Said I, “Look you, friend; aforetime the lords, for the most part, held the land and all that was on it, and the men that were on it worked for them as their horses worked, and after they were fed and housed all was the lords’; but in the time to come the lords shall see their men thriving on the land and shall say once more, ‘These men have more than they need, why have we not the surplus since we are their lords?’ Moreover, in those days shall betide much chaffering for wares between man and man, and country and country; and the lords shall note that if there were less corn and less men on their lands there would be more sheep, that is to say more wool for chaffer, and that thereof they should have abundantly more than aforetime; since all the land they own, and it pays them quit-rent or service, save here and there a croft or a close of a yeoman; and all this might grow wool for them to sell to the Easterlings. Then shall England see a new thing, for whereas hitherto men have lived on the land and by it, the land shall no longer need them, but many sheep and a few shepherds shall make wool grow to be sold for money to the Easterlings, and that money shall the lords pouch: for, look you, they shall set the lawyers a-work and the strong hand moreover, and the land they shall take to themselves and their sheep; and except for these lords of land few shall be the free men that shall hold a rood of land whom the word of their lord may not turn adrift straightway.”

“How mean you?” said John Ball: “shall all men be villeins again?”

“Nay,” said I, “there shall be no villeins in England.”

“Surely then,” said he, “it shall be worse, and all men save a few shall be thralls to be bought and sold at the cross.”

“Good friend,” said I, “it shall not be so; all men shall be free even as ye would have it; yet, as I say, few indeed shall have so much land as they can stand upon save by buying such a grace of their masters.”

“And now,” said he, “I wot not what thou sayest.

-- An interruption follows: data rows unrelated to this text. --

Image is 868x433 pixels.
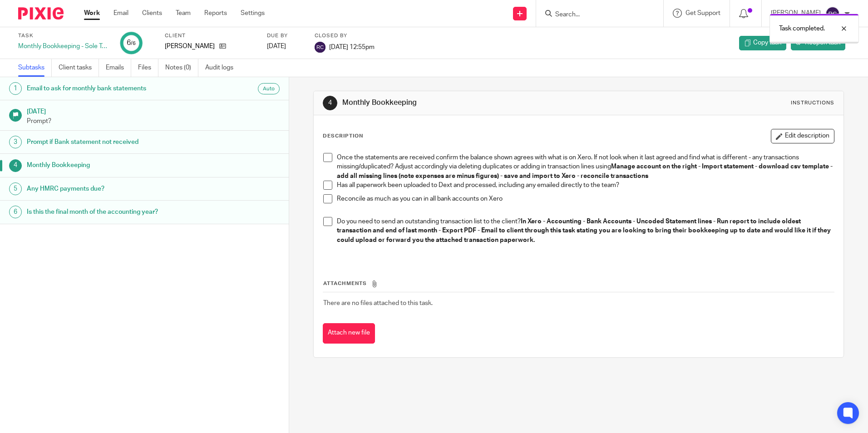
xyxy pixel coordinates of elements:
[771,129,834,143] button: Edit description
[791,99,834,107] div: Instructions
[138,59,159,76] a: Files
[106,59,132,76] a: Emails
[342,98,598,107] h1: Monthly Bookkeeping
[9,182,22,196] div: 5
[18,59,51,76] a: Subtasks
[258,83,279,94] div: Auto
[59,59,99,76] a: Client tasks
[329,43,375,50] span: [DATE] 12:55pm
[825,7,840,21] img: svg%3E
[323,300,433,307] span: There are no files attached to this task.
[315,42,326,53] img: svg%3E
[26,117,280,126] p: Prompt?
[779,24,825,33] p: Task completed.
[131,41,136,46] small: /6
[337,181,833,190] p: Has all paperwork been uploaded to Dext and processed, including any emailed directly to the team?
[240,9,265,18] a: Settings
[337,218,832,243] strong: In Xero - Accounting - Bank Accounts - Uncoded Statement lines - Run report to include oldest tra...
[126,37,136,48] div: 6
[165,42,215,51] p: [PERSON_NAME]
[267,42,304,51] div: [DATE]
[165,59,198,76] a: Notes (0)
[337,217,833,245] p: Do you need to send an outstanding transaction list to the client?
[26,182,196,196] h1: Any HMRC payments due?
[26,82,196,96] h1: Email to ask for monthly bank statements
[142,9,162,18] a: Clients
[165,32,256,40] label: Client
[84,9,100,18] a: Work
[323,96,337,110] div: 4
[315,32,375,40] label: Closed by
[9,206,22,218] div: 6
[9,82,22,95] div: 1
[9,160,22,172] div: 4
[205,59,240,76] a: Audit logs
[18,7,63,20] img: Pixie
[176,9,190,18] a: Team
[337,194,833,204] p: Reconcile as much as you can in all bank accounts on Xero
[337,153,833,181] p: Once the statements are received confirm the balance shown agrees with what is on Xero. If not lo...
[323,281,367,286] span: Attachments
[337,163,834,179] strong: Manage account on the right - Import statement - download csv template - add all missing lines (n...
[267,32,304,40] label: Due by
[113,9,129,18] a: Email
[9,136,22,148] div: 3
[18,32,109,40] label: Task
[26,105,280,116] h1: [DATE]
[18,42,109,51] div: Monthly Bookkeeping - Sole Trade with Bookkeeping
[323,132,363,140] p: Description
[26,205,196,219] h1: Is this the final month of the accounting year?
[26,135,196,149] h1: Prompt if Bank statement not received
[204,9,227,18] a: Reports
[26,159,196,172] h1: Monthly Bookkeeping
[323,323,375,344] button: Attach new file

I know a thrall, and he is his master’s every hour, and never his own; and a villein I know, and whiles he is his own and whiles his lord’s; and I know a free man, and he is his own always; but how shall he be his own if he have nought whereby to make his livelihood? Or shall he be a thief and take from others? Then is he an outlaw. Wonderful is this thou tellest of a free man with nought whereby to live!”

“Yet so it shall be,” said I, “and by such free men shall all wares be made.”

“Nay, that cannot be; thou art talking riddles,” said he; “for how shall a woodwright make a chest without the wood and the tools?”

Said I, “He must needs buy leave to labour of them that own all things except himself and such as himself.”

“Yea, but wherewith shall he buy it?” said John Ball. “What hath he except himself?”

“With himself then shall he buy it,” quoth I, “with his body and the power of labour that lieth therein; with the price of his labour shall he buy leave to labour.”

“Riddles again!” said he; “how can he sell his labour for aught else but his daily bread? He must win by his labour meat and drink and clothing and housing! Can he sell his labour twice over?”

“Not so,” said I, “but this shall he do belike; he shall sell himself, that is the labour that is in him, to the master that suffers him to work, and that master shall give to him from out of the wares he maketh enough to keep him alive, and to beget children and nourish them till they be old enough to be sold like himself, and the residue shall the rich man keep to himself.”

John Ball laughed aloud, and said: “Well, I perceive we are not yet out of the land of riddles. The man may well do what thou sayest and live, but he may not do it and live a free man.”